“At the White Club you’ll find all the daily papers.”

“And will one of your cards be enough to admit me?”

“I haven’t a card here, but——” Van Arlen looked round, and his eye fell on the card of one of his subordinates. “This will do just as well.”

Merci!” said Prigson, with a just perceptible smile, and left him.

When Van Arlen returned from the Minister’s private room, he sent to ask the functionary whose card he had given to Prigson to come to him, and, while waiting, wrote a note to his wife, informing her of that gentleman’s arrival.
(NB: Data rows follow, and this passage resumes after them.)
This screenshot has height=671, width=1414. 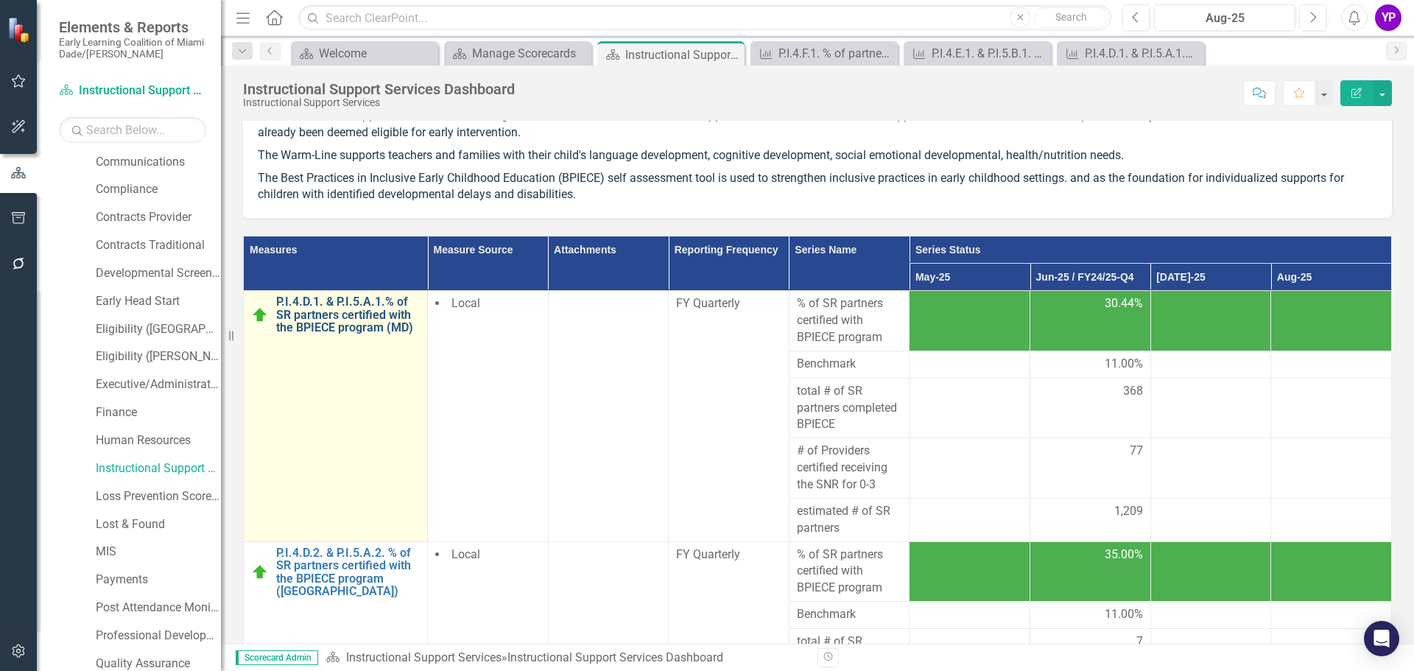 I want to click on span: Elements & Reports, so click(x=133, y=27).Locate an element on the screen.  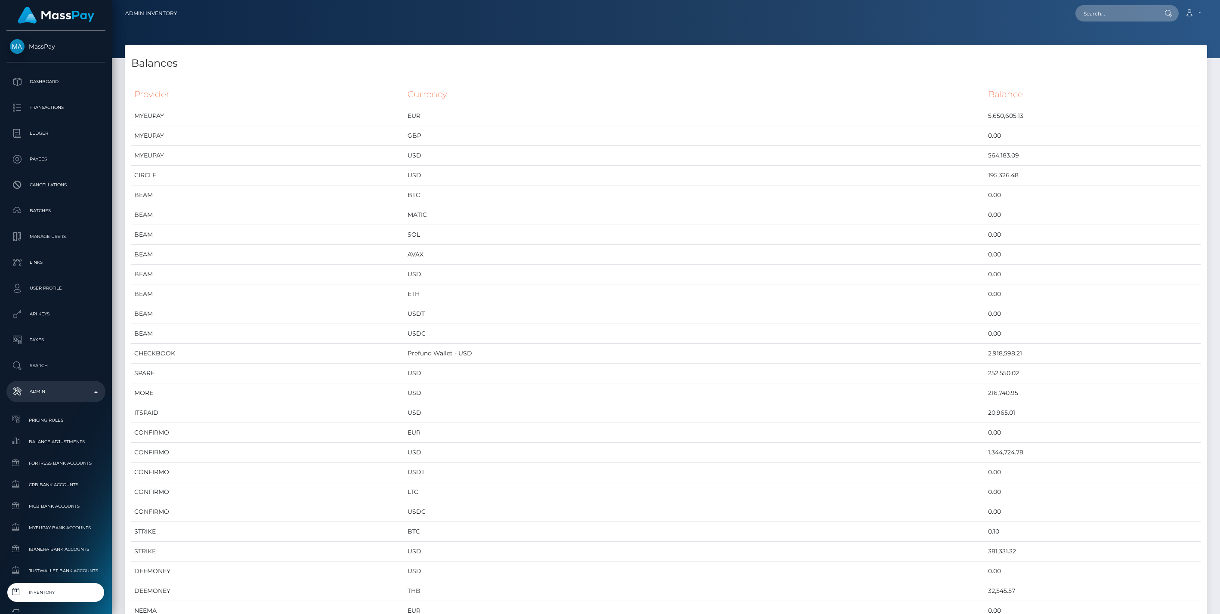
h4: Balances is located at coordinates (666, 63).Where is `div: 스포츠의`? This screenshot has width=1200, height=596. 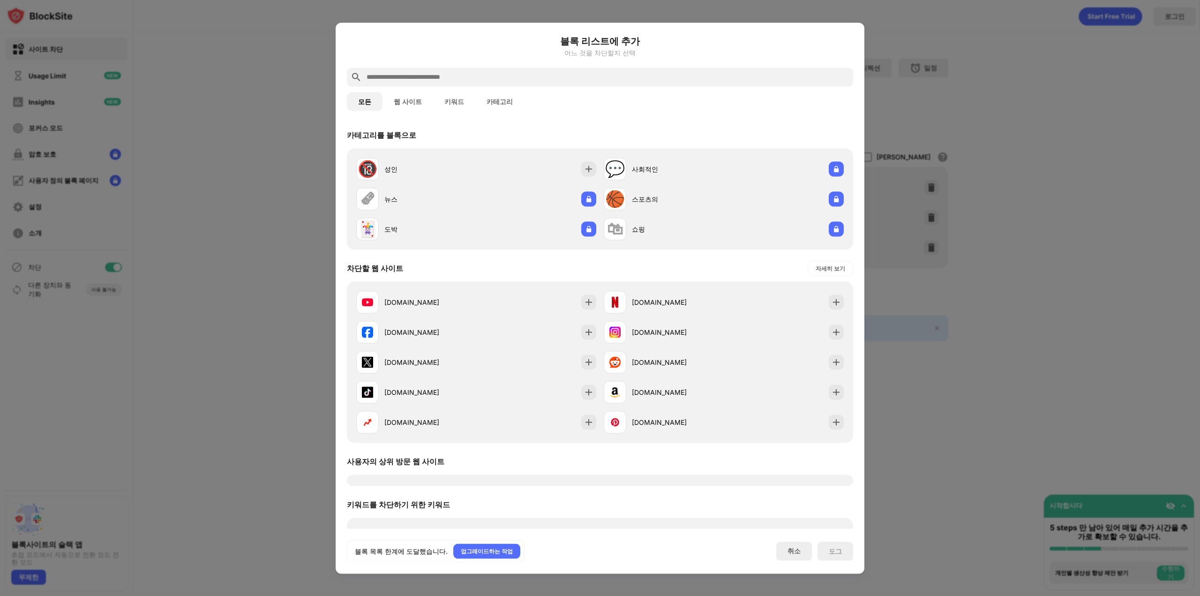
div: 스포츠의 is located at coordinates (678, 199).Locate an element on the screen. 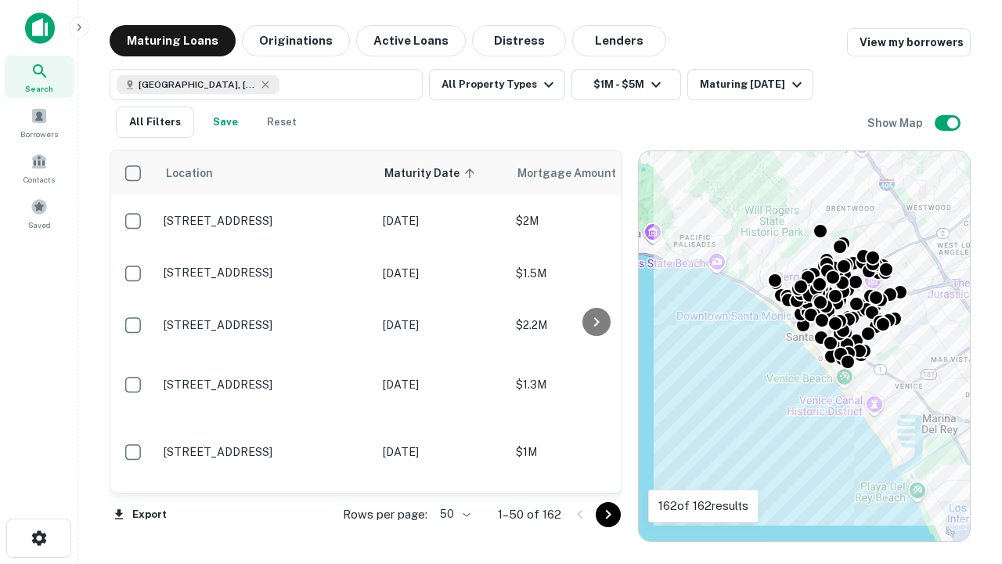 This screenshot has height=564, width=1002. button: Distress is located at coordinates (519, 41).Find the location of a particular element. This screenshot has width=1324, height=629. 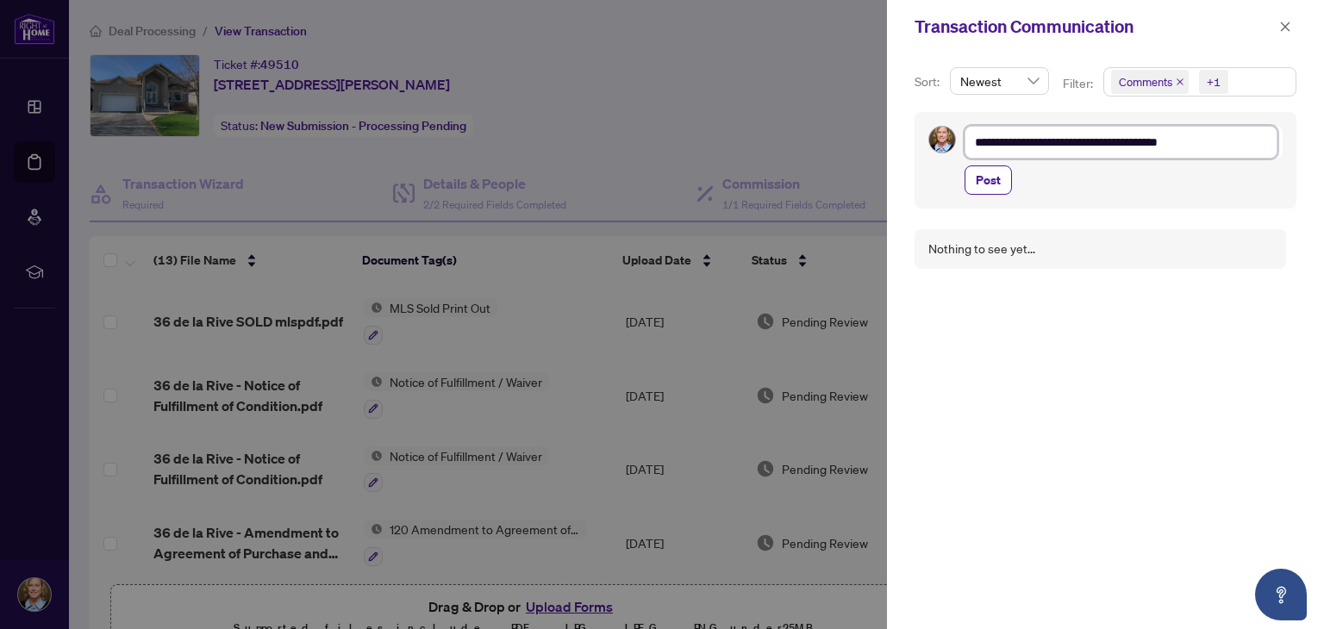

p: Filter: is located at coordinates (1079, 84).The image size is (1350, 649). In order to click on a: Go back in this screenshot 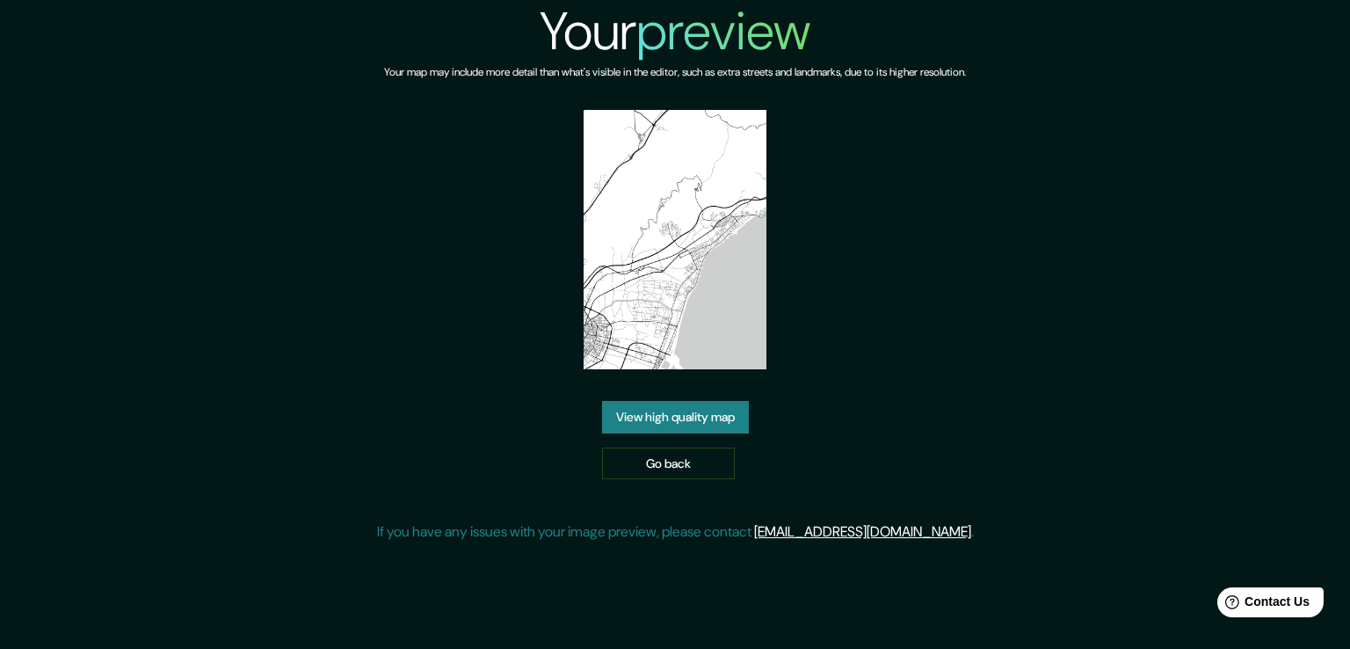, I will do `click(668, 463)`.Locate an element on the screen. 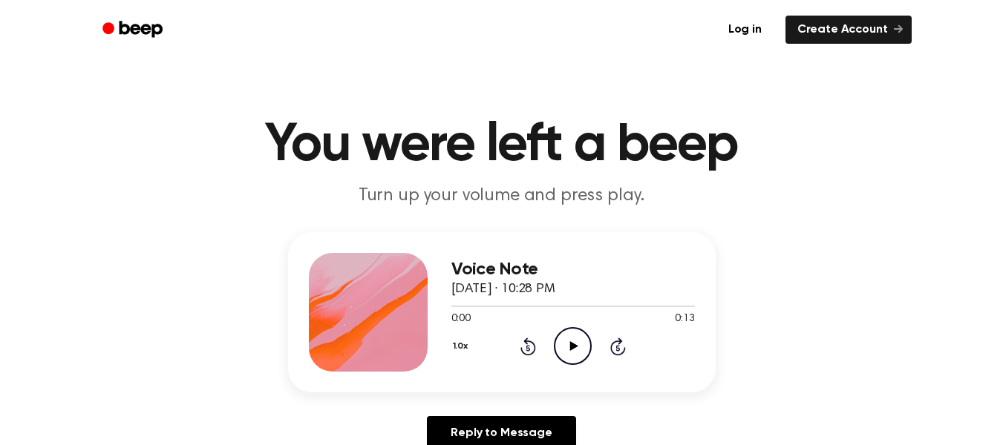 The image size is (1003, 445). p: Turn up your volume and press play. is located at coordinates (502, 196).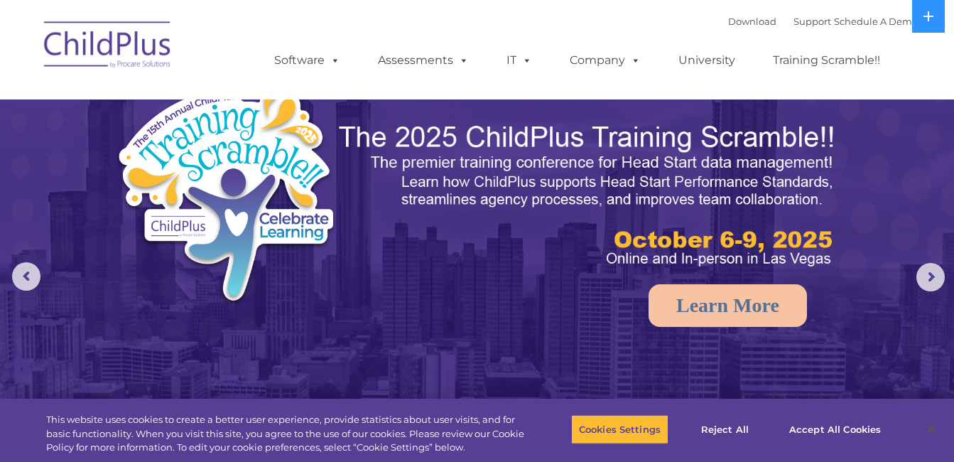  Describe the element at coordinates (727, 305) in the screenshot. I see `a: Learn More` at that location.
Before the note had reached its destination, however, the person in question had already appeared on the scene. He had been shown into the salon, where, after sending up his name, he paced up and down for about half-an-hour, vainly seeking for diversion in the four framed engravings representing the divisions of the day, typified by English ladies in the large bonnets and short waists of a fashion forty years old. The alabaster clock, with gilt ornaments, was not going—it had not gone for twenty years,—and the vases were as clumsy in form as monstrous in colouring.

“Everything dates from the year twenty,” muttered Prigson, after a hasty glance at one article and another, “and these things never break! The whole house and furniture is of the year twenty—the girls too. Is none of them going to appear? Hortense surely doesn’t require to make such a toilette.”

He pulled the bell. It had given no sound for the last ten years;—but, as it happened, the maid was just passing the door.

“Look here, my girl—you seem smart enough—just run upstairs and tell your mistress I have only ten minutes to spare, and I have to go out of town again directly.”

“Thank Heaven!” thought Mevrouw, when the maid came up with the message, “then he won’t stay to dinner!” and in another moment she was downstairs, endeavouring, by extra cordiality, to remove the impression which the long waiting must have produced on Prigson.